Blair blinked slowly, his thin frame beginning to tremble. "His wife? He didn't even tell me he was.."
"He's not. Not in anything but paper." Rafe shook his head and told Sandburg what he knew of the reasons why Jim joined the Reseau. "Jim has nothing now," he finished softly. "Nothing but you. I don’t know how I-" he shook his head in frustrated confusion, before continuing in a gentler tone. "You’re like his brother Blair. His mentor, his tutor, his soulmate…Hell, there aren’t any words to fit it! But you are."
Blair stared at Rafe, tears glistening in his eyes. "I told him to go," he whispered. "I called him a murderer, I told him he stank of blood and death. I- I pushed him away. Oh God." He sank to his knees, the tears uncontrollable now, pouring down his face over and over, dampening the ground beneath him. "Comme je suis fou! Comme je suis sot, quel idiote suis-je..." he couldn't continue, the words stolen from him as he snatched in desperate breaths. Rafe caught the smaller man as he collapsed to the ground, holding him close, rocking him slowly and gently as he gasped for air, apologies falling like rain from his lips.

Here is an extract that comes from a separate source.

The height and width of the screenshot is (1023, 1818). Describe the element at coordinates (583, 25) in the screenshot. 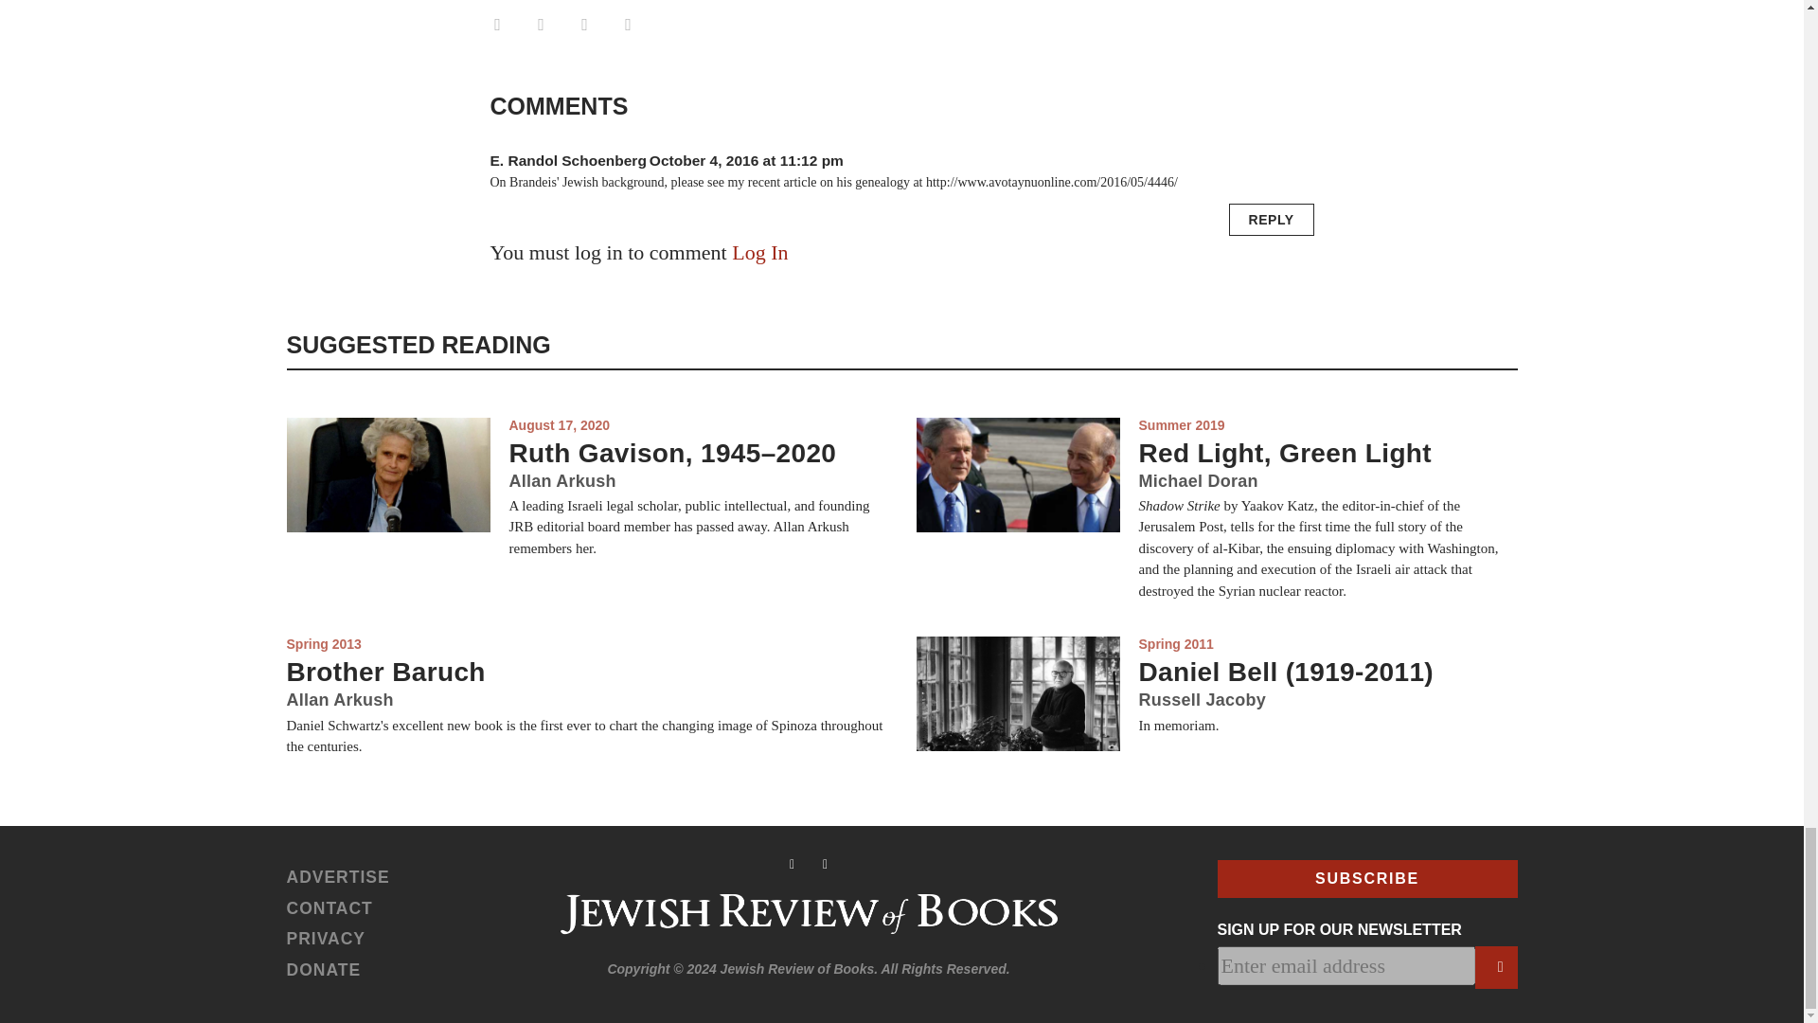

I see `Facebook` at that location.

Rafe looked up into Sam's brown eyes. There was an almost undefinable emotion in them as she studied the intimate way Rafe held Sandburg, then it coalesced into a mixture of feelings. Anger, regret, sorrow, jealousy all passed through before burning back to the steady rage that was her usual state. Without another word, she picked her knife up and walked away, stuffing it back into her belt.